One month later, on July 14, after of a trial of the type of the ‘Moscow Trials’ of the 1930s, Division General Arnaldo Ochoa Sánchez was shot with Colonel Antonio ‘Tony’ de la Guardia and Captains Antonio Padrón and Jorge Martínez.
One month later, on August 26, the trial begins against Fidel Castro’s trusted right hand, Division General José Abrantes Fernández, who headed the Ministry of Interior, the Cuban KGB. Seven were jailed for lengthy terms, including General Patricio de la Guardia and Division General Abrantes. Abrantes died in prison just two years later.

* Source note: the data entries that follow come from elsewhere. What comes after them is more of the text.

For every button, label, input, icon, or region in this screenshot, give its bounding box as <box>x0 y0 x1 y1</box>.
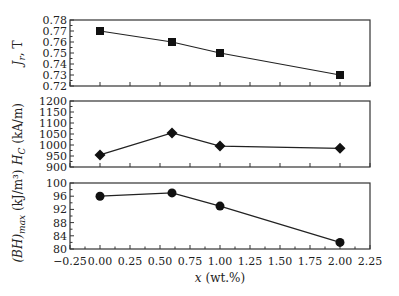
chart-svg: 0.720.730.740.750.760.770.78Jr, T9009501… <box>0 0 399 296</box>
x-axis-label: x (wt.%) <box>195 271 245 285</box>
circle-marker <box>168 188 177 197</box>
x-tick-label: 1.50 <box>268 255 293 268</box>
diamond-marker <box>167 127 178 138</box>
y-tick-label: 96 <box>53 190 67 203</box>
x-tick-label: 1.00 <box>208 255 233 268</box>
series-line <box>100 193 340 243</box>
x-tick-label: 1.25 <box>238 255 263 268</box>
x-tick-label: 0.25 <box>118 255 143 268</box>
x-tick-label: −0.25 <box>53 255 87 268</box>
diamond-marker <box>335 143 346 154</box>
x-tick-label: 0.00 <box>88 255 113 268</box>
x-tick-label: 2.25 <box>358 255 383 268</box>
x-tick-label: 0.50 <box>148 255 173 268</box>
y-tick-label: 100 <box>46 177 67 190</box>
square-marker <box>216 49 224 57</box>
circle-marker <box>216 202 225 211</box>
y-axis-label: HC (kA/m) <box>11 103 27 166</box>
panel-frame <box>70 101 370 167</box>
y-tick-label: 1200 <box>39 95 67 108</box>
panel-frame <box>70 183 370 249</box>
y-tick-label: 88 <box>53 217 67 230</box>
y-axis-label: (BH)max (kJ/m³) <box>11 169 27 262</box>
y-tick-label: 84 <box>53 230 67 243</box>
square-marker <box>168 38 176 46</box>
y-axis-label: Jr, T <box>11 41 27 69</box>
y-tick-label: 92 <box>53 203 67 216</box>
circle-marker <box>96 192 105 201</box>
square-marker <box>336 71 344 79</box>
x-tick-label: 2.00 <box>328 255 353 268</box>
x-tick-label: 0.75 <box>178 255 203 268</box>
x-tick-label: 1.75 <box>298 255 323 268</box>
chart-figure: 0.720.730.740.750.760.770.78Jr, T9009501… <box>0 0 399 296</box>
diamond-marker <box>215 141 226 152</box>
y-tick-label: 0.78 <box>43 14 68 27</box>
circle-marker <box>336 238 345 247</box>
diamond-marker <box>95 149 106 160</box>
square-marker <box>96 27 104 35</box>
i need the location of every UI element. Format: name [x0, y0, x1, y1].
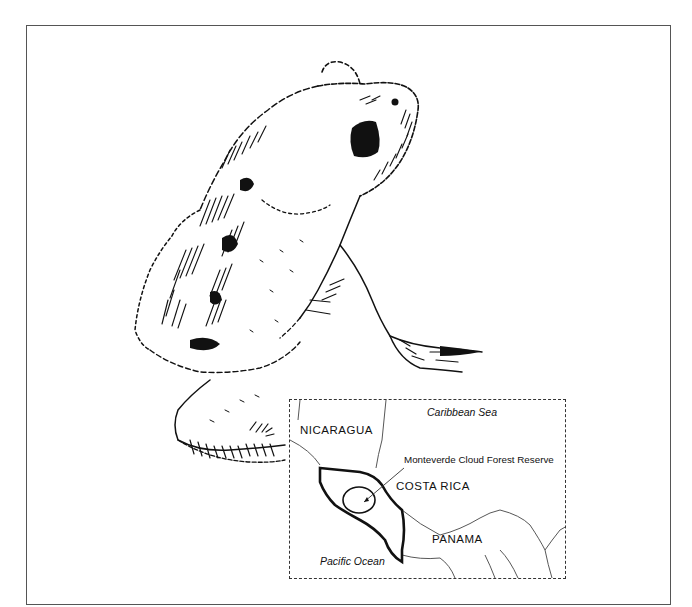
eye-icon — [392, 99, 399, 106]
reserve-outline — [343, 487, 375, 513]
costa-rica-outline — [320, 468, 404, 562]
map-inset: NICARAGUA Caribbean Sea Monteverde Cloud… — [289, 399, 566, 579]
label-pacific-ocean: Pacific Ocean — [320, 555, 385, 567]
label-nicaragua: NICARAGUA — [300, 424, 373, 436]
label-costa-rica: COSTA RICA — [396, 480, 470, 492]
label-caribbean-sea: Caribbean Sea — [427, 406, 497, 418]
label-reserve: Monteverde Cloud Forest Reserve — [404, 454, 554, 465]
label-panama: PANAMA — [432, 533, 483, 545]
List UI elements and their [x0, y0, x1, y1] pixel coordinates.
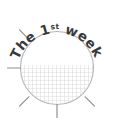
badge-graphic: The 1st week — [0, 0, 114, 121]
title-ordinal-suffix: st — [50, 22, 59, 31]
tick-225-icon — [20, 97, 29, 106]
title-part-one: The — [7, 24, 43, 61]
tick-315-icon — [85, 97, 94, 106]
badge-title-curved: The 1st week — [7, 20, 107, 61]
title-part-two: week — [59, 20, 107, 60]
week-badge-logo: The 1st week — [0, 0, 114, 121]
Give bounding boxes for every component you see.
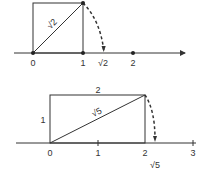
tick-label-sqrt5: √5	[150, 160, 160, 170]
diagonal-sqrt5	[50, 95, 145, 143]
point-1	[81, 51, 85, 55]
arc-arrowhead-top	[102, 46, 106, 52]
tick-label-sqrt2: √2	[98, 58, 108, 68]
diagonal-sqrt2	[33, 3, 83, 53]
arc-arrowhead-bottom	[153, 136, 157, 142]
dashed-arc-sqrt2	[83, 3, 104, 50]
corner-point	[81, 1, 85, 5]
tick-label-3: 3	[190, 148, 195, 158]
sqrt2-diagram: 0 1 √2 2 √2	[14, 1, 185, 68]
dashed-arc-sqrt5	[145, 95, 155, 139]
tick-label-1: 1	[95, 148, 100, 158]
tick-label-0: 0	[47, 148, 52, 158]
tick-label-2: 2	[142, 148, 147, 158]
diagram-canvas: 0 1 √2 2 √2 0 1 2 3 √5 2 1 √5	[0, 0, 202, 171]
tick-label-1: 1	[80, 58, 85, 68]
point-0	[31, 51, 35, 55]
sqrt5-diagram: 0 1 2 3 √5 2 1 √5	[16, 85, 196, 170]
side-label-left: 1	[40, 115, 45, 125]
point-2	[131, 51, 135, 55]
tick-label-2: 2	[130, 58, 135, 68]
tick-label-0: 0	[30, 58, 35, 68]
side-label-top: 2	[95, 85, 100, 95]
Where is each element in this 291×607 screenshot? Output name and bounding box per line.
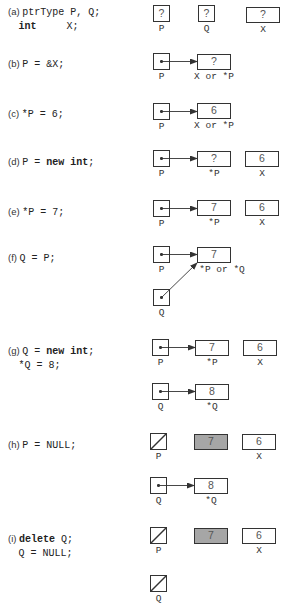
pointer-p-box: ? [153,5,170,22]
step-f-code: (f) Q = P; [8,251,56,265]
code-keyword-delete: delete [19,534,55,545]
pointer-q-box [153,289,170,306]
pointer-q-box [152,383,169,400]
pointer-arrows [0,0,291,607]
int-x-box: 6 [243,340,277,356]
pointer-dot [159,346,162,349]
target-box: ? [197,151,231,167]
target-q-box: 8 [194,478,228,494]
step-c-code: (c) *P = 6; [8,107,64,121]
target-box: 7 [197,247,231,263]
label-x: X [246,24,280,35]
label-q: Q [198,23,215,34]
label-target-q: *Q [194,495,228,506]
pointer-p-box [153,246,170,263]
orphaned-memory-box: 7 [194,434,228,450]
null-pointer-q-box [150,575,167,592]
target-box: ? [197,54,231,70]
label-p: P [150,545,167,556]
label-target: *P or *Q [192,264,252,275]
code-keyword-int: int [19,21,37,32]
label-p: P [153,23,170,34]
label-target: X or *P [187,120,241,131]
label-x: X [242,451,276,462]
code-keyword-new: new int [46,157,88,168]
pointer-p-box [152,339,169,356]
pointer-p-box [153,103,170,120]
label-target-p: *P [195,357,229,368]
target-p-box: 7 [195,340,229,356]
label-q: Q [150,593,167,604]
step-g-code: (g) Q = new int; *Q = 8; [8,344,94,372]
target-q-box: 8 [195,384,229,400]
label-p: P [153,218,170,229]
step-e-code: (e) *P = 7; [8,205,64,219]
code-line: ptrType P, Q; [22,7,100,18]
target-box: 6 [197,103,231,119]
label-p: P [153,121,170,132]
target-box: 7 [197,200,231,216]
label-x: X [245,168,279,179]
label-q: Q [153,307,170,318]
label-target: *P [197,168,231,179]
label-x: X [243,357,277,368]
step-i-code: (i) delete Q; Q = NULL; [8,532,73,560]
label-p: P [150,451,167,462]
pointer-p-box [153,200,170,217]
null-pointer-p-box [150,527,167,544]
label-x: X [245,217,279,228]
label-target: *P [197,217,231,228]
step-b-code: (b) P = &X; [8,57,64,71]
pointer-dot [159,390,162,393]
pointer-dot [160,253,163,256]
code-keyword-new: new int [46,346,88,357]
pointer-dot [160,60,163,63]
label-q: Q [152,401,169,412]
step-a-code: (a) ptrType P, Q; int X; [8,5,100,33]
pointer-q-box [150,477,167,494]
step-d-code: (d) P = new int; [8,155,94,169]
label-target-q: *Q [195,401,229,412]
pointer-dot [160,110,163,113]
label-q: Q [150,495,167,506]
int-x-box: ? [246,7,280,23]
orphaned-memory-box: 7 [194,528,228,544]
label-target: X or *P [187,71,241,82]
pointer-dot [160,296,163,299]
step-h-code: (h) P = NULL; [8,438,76,452]
int-x-box: 6 [242,434,276,450]
int-x-box: 6 [245,151,279,167]
null-pointer-p-box [150,433,167,450]
label-p: P [153,264,170,275]
label-p: P [153,168,170,179]
pointer-p-box [153,53,170,70]
int-x-box: 6 [242,528,276,544]
int-x-box: 6 [245,200,279,216]
pointer-p-box [153,150,170,167]
pointer-dot [160,157,163,160]
label-p: P [152,357,169,368]
pointer-dot [157,484,160,487]
pointer-dot [160,207,163,210]
pointer-q-box: ? [198,5,215,22]
label-x: X [242,545,276,556]
label-p: P [153,71,170,82]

President Varela, everything indicates that the main purpose of the trials was to protect to Castro brothers from new revelations in U.S. courts about the relations between they and the Medellin cocaine cartel. I invite you to read Castro’s Final Hour, by Andrés Oppenheimer, an Argentine journalist whois the co-winner of the 1987 Pulitzer Prize.
On December 20, 1989, three months after of the trial against Division General José Abrantes Fernández, occurred the American invasion to Panama, code-named Operation Just Cause. The dictator Manuel A. Noriega was captured and brought to the United States for trial. He was convicted on charges of racketeering, money laundering and drug trafficking.

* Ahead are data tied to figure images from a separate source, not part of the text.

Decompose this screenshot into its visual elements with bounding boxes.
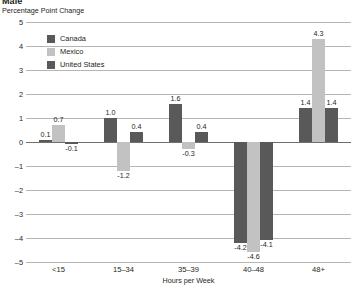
legend-label-mexico: Mexico — [60, 47, 83, 56]
bar-slot: -4.1 — [260, 22, 273, 262]
bar[interactable] — [299, 108, 312, 142]
legend-item-united-states: United States — [47, 59, 104, 70]
bar-value-label: 1.4 — [327, 99, 337, 107]
bar-group: 1.6-0.30.4 — [156, 22, 221, 262]
bar-value-label: 1.4 — [301, 99, 311, 107]
bar-value-label: -4.1 — [260, 241, 272, 249]
bar-slot: 0.4 — [195, 22, 208, 262]
bar[interactable] — [130, 132, 143, 142]
bar-value-label: -0.1 — [65, 145, 77, 153]
y-axis-tick-label: 4 — [19, 42, 23, 51]
chart-subtitle: Percentage Point Change — [2, 6, 84, 15]
bar[interactable] — [52, 125, 65, 142]
bar-slot: -0.3 — [182, 22, 195, 262]
legend-label-united-states: United States — [60, 60, 104, 69]
y-axis-tick-label: –1 — [15, 162, 23, 171]
bar-value-label: -4.2 — [234, 244, 246, 252]
legend-label-canada: Canada — [60, 34, 86, 43]
x-axis-category-label: 15–34 — [91, 262, 156, 276]
bar-value-label: 1.6 — [171, 95, 181, 103]
bar-value-label: 0.7 — [54, 116, 64, 124]
bar-slot: 1.4 — [299, 22, 312, 262]
y-axis-tick-label: –4 — [15, 234, 23, 243]
bar-group-bars: 1.6-0.30.4 — [156, 22, 221, 262]
bar[interactable] — [195, 132, 208, 142]
x-axis-category-label: 35–39 — [156, 262, 221, 276]
legend-swatch-united-states — [47, 61, 55, 69]
bar-slot: 1.4 — [325, 22, 338, 262]
bar-group-bars: 1.44.31.4 — [286, 22, 351, 262]
bar-slot: -1.2 — [117, 22, 130, 262]
y-axis-tick-label: –2 — [15, 186, 23, 195]
bar[interactable] — [234, 142, 247, 243]
x-axis-category-label: <15 — [26, 262, 91, 276]
y-axis-tick-label: 0 — [19, 138, 23, 147]
bar-value-label: 1.0 — [106, 109, 116, 117]
bar[interactable] — [312, 39, 325, 142]
y-axis-tick-label: –5 — [15, 258, 23, 267]
bar-slot: -4.2 — [234, 22, 247, 262]
bar-group: 1.44.31.4 — [286, 22, 351, 262]
x-axis-labels: <1515–3435–3940–4848+ — [26, 262, 351, 276]
y-axis-tick-label: –3 — [15, 210, 23, 219]
bar[interactable] — [182, 142, 195, 149]
bar[interactable] — [169, 104, 182, 142]
bar-value-label: 0.1 — [41, 131, 51, 139]
bar-value-label: 0.4 — [197, 123, 207, 131]
y-axis-tick-label: 3 — [19, 66, 23, 75]
bar-slot: -4.6 — [247, 22, 260, 262]
legend-item-mexico: Mexico — [47, 46, 104, 57]
bar-group-bars: -4.2-4.6-4.1 — [221, 22, 286, 262]
bar[interactable] — [325, 108, 338, 142]
bar-slot: 1.0 — [104, 22, 117, 262]
legend-item-canada: Canada — [47, 33, 104, 44]
bar-value-label: -4.6 — [247, 253, 259, 261]
bar-value-label: 4.3 — [314, 30, 324, 38]
y-axis-tick-label: 2 — [19, 90, 23, 99]
bar-value-label: -1.2 — [117, 172, 129, 180]
y-axis-tick-label: 1 — [19, 114, 23, 123]
x-axis-category-label: 40–48 — [221, 262, 286, 276]
bar-group: -4.2-4.6-4.1 — [221, 22, 286, 262]
bar-value-label: -0.3 — [182, 150, 194, 158]
bar-value-label: 0.4 — [132, 123, 142, 131]
legend-swatch-mexico — [47, 48, 55, 56]
x-axis-category-label: 48+ — [286, 262, 351, 276]
bar[interactable] — [117, 142, 130, 171]
bar[interactable] — [247, 142, 260, 252]
y-axis-tick-label: 5 — [19, 18, 23, 27]
bar[interactable] — [39, 140, 52, 142]
bar[interactable] — [260, 142, 273, 240]
bar-slot: 4.3 — [312, 22, 325, 262]
x-axis-title: Hours per Week — [26, 276, 351, 285]
bar-slot: 1.6 — [169, 22, 182, 262]
chart-legend: Canada Mexico United States — [47, 33, 104, 72]
bar-slot: 0.4 — [130, 22, 143, 262]
bar[interactable] — [104, 118, 117, 142]
chart-container: Male Percentage Point Change 543210–1–2–… — [0, 0, 359, 298]
legend-swatch-canada — [47, 35, 55, 43]
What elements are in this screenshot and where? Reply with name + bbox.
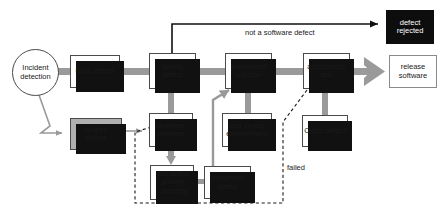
node-release-software[interactable]: release software — [389, 55, 437, 88]
node-label-defect-rejected: defect rejected — [397, 19, 424, 36]
node-defect-rejected[interactable]: defect rejected — [386, 10, 434, 44]
node-raise-defect[interactable]: raise defect — [70, 55, 120, 88]
node-close-defect[interactable]: Close defect — [302, 115, 348, 147]
node-label-release-software: release software — [399, 63, 427, 80]
node-acceptance-test[interactable]: acceptance test — [303, 53, 350, 89]
node-label-reopen-defect: reopen defect — [84, 126, 107, 143]
node-label-raise-defect: raise defect — [76, 67, 115, 75]
node-label-close-defect: Close defect — [304, 127, 346, 135]
edge-label-text-not-a-software-defect: not a software defect — [245, 28, 315, 37]
node-label-test-in-req-environment: test in req. environment — [226, 122, 267, 139]
edge-label-text-failed: failed — [287, 163, 305, 172]
node-document-defect[interactable]: document defect — [204, 166, 251, 199]
node-label-document-defect: document defect — [211, 174, 244, 191]
node-label-qualify-defect: qualify defect — [162, 63, 184, 80]
edge-label-failed: failed — [287, 163, 305, 172]
workflow-diagram: Incident detection raise defect qualify … — [0, 0, 443, 220]
node-label-incident-detection: Incident detection — [20, 64, 50, 81]
edge-qualify-to-implement — [196, 68, 226, 75]
edge-incident-to-reopen — [39, 95, 62, 133]
node-test-in-req-environment[interactable]: test in req. environment — [222, 113, 272, 147]
node-label-acceptance-test: acceptance test — [307, 63, 345, 80]
edge-acceptance-to-release — [350, 57, 385, 86]
edge-implement-to-acceptance — [272, 68, 304, 75]
edge-label-not-a-software-defect: not a software defect — [245, 28, 315, 37]
node-analyze-problem[interactable]: analyze problem — [149, 113, 193, 147]
node-incident-detection[interactable]: Incident detection — [12, 49, 59, 96]
node-label-analyze-problem: analyze problem — [157, 122, 184, 139]
node-implement-solution[interactable]: implement solution — [225, 53, 272, 89]
node-set-defect-priority-severity[interactable]: set defect . priority . severity — [150, 165, 194, 200]
node-qualify-defect[interactable]: qualify defect — [149, 53, 196, 89]
edge-raise-to-qualify — [120, 68, 150, 75]
node-label-set-defect-priority-severity: set defect . priority . severity — [154, 170, 190, 195]
node-label-implement-solution: implement solution — [231, 63, 266, 80]
node-reopen-defect[interactable]: reopen defect — [70, 118, 122, 150]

The federal grand jury that indicted Noriega heard testimony on Castro’s involvement in the drug business. For example,José Isabel Blandón Castillo, former Panama’s Consul-General in New York and one of the closest advisers to the dictator Noriega, declared thatFidel Castro “was an active partner with Panamanian military strongman Noriega in a drug smuggling operation.”
According to Blandon:
“Castro also acted as a mediator in a dispute between the Medellin Cartel and Noriega. The dispute when Noriega raided a Cartel laboratory in the Darien province of Panama in June, 1984… The Cartel decided to kill Noriega in revenge, and Noriega turned to Castro for help. At Noriega’s request, Blandon met with Castro in Havana on June 21 or 22, 1984. Castro recommended that Noriega return the $5 million in protection money and return the plant, personnel and equipment to the Cartel.”
President Varela, you know that Fidel Castro “severely damaged the Panamanian people. He supported Noriega knowing full well that he was a dictator Papa Doc Duvalier style: corrupt and cruel”. I repeat to you my invitation to read The process of political protest in Panama, 1968-1989, by Brittmarie Janson Pérez, a Panamanian anthropologist.
Excuse me,have you received my emails? It is thethird timeI write you about the Summit of the Americas. Why do not you answer me?
President Varela, I repeat the second email I sent to you. Can you answer my request please?